Copyright Industry Calls For Broad Search Engine Controls
The copyright battles going on right now are not all about SOPA, PIPA, or even the wider-reaching ACTA: suraj.sun snips thus from TorrentFreak: "At a behind-closed-doors meeting facilitated by the UK Department for Culture, Media and Sport, copyright holders have handed out a list of demands to Google, Bing and Yahoo. To curb the growing piracy problem, Hollywood and the major music labels want the search engines to de-list popular filesharing sites such as The Pirate Bay, and give higher ranking to authorized sites. ... If the copyright industry had their way, Google and other search engines would no longer link to sites such as The Pirate Bay and isoHunt. In a detailed proposal handed out during a meeting with Google, Yahoo and Bing, various copyright holders made their demands clear. The document, which describes a government-overlooked 'Voluntary Code of Practice' for search engines, was not intended for public consumption but the Open Rights Group obtained it through a Freedom of Information (FOI) request."
Your general sentiment is correct, but your timeline is slightly askew.
MP3s were primarily a concern of the 2000s. While it's true that the parent MPEG-1 format was around in the early 90s, and a few geeks were sharing MP3 files from the mid-90s onwards, it wasn't until the end of the decade (circa 1998) with those uselessly low-capacity early MP3 players that they were on the industry's radar. And they didn't really hit the public consciousness until Napster launched in mid-1999, i.e. when the 90s were almost over.
And the problem with MP3s AFAIK was *always* sharing and piracy. No-one cared about people ripping them to their computers in the 90s, because for most of the decade hard drives were barely big enough to hold a significant number of MP3s, and (e.g.) mid-90s PCs used most of their processing capacity just to play them back. As I said, nerd curiosity at that point.
You could probably combine the 70s and 80s; people were taping in the 70s, and the industry woke up to the threat in the early 80s- I don't think the Walkman was itself a threat, beyond the fact that it made the cassette an even more popular format. (Remember that most Walkmans and the like couldn't even record themselves).
But you're right- the industry has made a fuss about this sort of thing before. They also did it with video recorders in the US in the early 80s, then realised that they could make lots of money selling prerecorded VHS tapes.
Ironically, I don't entirely disagree that piracy may be an issue, and possibly moreso than it was back then. I'm happy for people to make money and profit from their efforts in the creative industries (that is, if people want the results of such efforts).
This doesn't change the fact that the industry is- and always has been- a bunch of greedy bastards willing to screw over the working people they'd like to tell us are being hurt by piracy, and to use piracy as a useful indefinable excuse to cover up their own shortcomings (e.g. maybe people aren't paying money to watch their films because they're shallow, adolescent-oriented, unoriginal toss?) And while I might be in favour of reasonable copyright laws, that's certainly *not* not to the extent that those old, entrenched interests are pushing for draconian laws, not giving a toss about fairness or our civil liberties, just to preserve their own meal ticket.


TASK DIRECTIONS: Within the data below, copy each line where the string "chart" is found.
*** GIVEN DATA Section Begins ***
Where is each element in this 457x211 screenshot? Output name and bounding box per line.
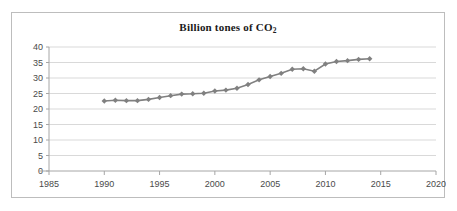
data-point-marker bbox=[135, 98, 140, 103]
data-point-marker bbox=[234, 86, 239, 91]
data-point-marker bbox=[223, 87, 228, 92]
x-axis-tick-label: 1985 bbox=[39, 179, 59, 189]
y-axis-tick-label: 25 bbox=[33, 89, 43, 99]
chart-plot-area: 0510152025303540 19851990199520002005201… bbox=[12, 13, 446, 199]
y-axis-tick-label: 40 bbox=[33, 42, 43, 52]
x-axis-tick-label: 2015 bbox=[371, 179, 391, 189]
data-point-marker bbox=[334, 59, 339, 64]
data-point-marker bbox=[279, 71, 284, 76]
data-point-marker bbox=[102, 98, 107, 103]
chart-figure: Billion tones of CO2 0510152025303540 19… bbox=[11, 12, 445, 198]
data-series-line bbox=[104, 59, 369, 101]
data-point-marker bbox=[290, 67, 295, 72]
x-axis-tick-label: 2020 bbox=[426, 179, 446, 189]
data-point-marker bbox=[124, 98, 129, 103]
data-point-marker bbox=[146, 97, 151, 102]
x-axis-tick-label: 1990 bbox=[94, 179, 114, 189]
y-axis-tick-label: 35 bbox=[33, 58, 43, 68]
y-axis-labels-group: 0510152025303540 bbox=[33, 42, 43, 176]
data-point-marker bbox=[367, 56, 372, 61]
x-axis-tick-label: 2000 bbox=[205, 179, 225, 189]
y-axis-tick-label: 15 bbox=[33, 120, 43, 130]
y-axis-tick-label: 20 bbox=[33, 104, 43, 114]
x-axis-tick-label: 1995 bbox=[150, 179, 170, 189]
data-point-marker bbox=[301, 66, 306, 71]
data-point-marker bbox=[190, 91, 195, 96]
data-point-marker bbox=[201, 90, 206, 95]
x-axis-tick-label: 2005 bbox=[260, 179, 280, 189]
data-point-marker bbox=[245, 82, 250, 87]
y-axis-tick-label: 5 bbox=[38, 151, 43, 161]
data-point-marker bbox=[212, 88, 217, 93]
x-axis-ticks-group bbox=[49, 171, 436, 175]
y-axis-tick-label: 30 bbox=[33, 73, 43, 83]
data-point-marker bbox=[179, 91, 184, 96]
x-axis-labels-group: 19851990199520002005201020152020 bbox=[39, 179, 446, 189]
x-axis-tick-label: 2010 bbox=[315, 179, 335, 189]
data-point-marker bbox=[356, 57, 361, 62]
data-point-marker bbox=[113, 98, 118, 103]
y-axis-tick-label: 10 bbox=[33, 135, 43, 145]
data-point-marker bbox=[157, 95, 162, 100]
*** GIVEN DATA Section Ends ***
EXERCISE ANSWER:
chart-plot-area: 0510152025303540 19851990199520002005201… bbox=[12, 13, 446, 199]
chart-figure: Billion tones of CO2 0510152025303540 19… bbox=[11, 12, 445, 198]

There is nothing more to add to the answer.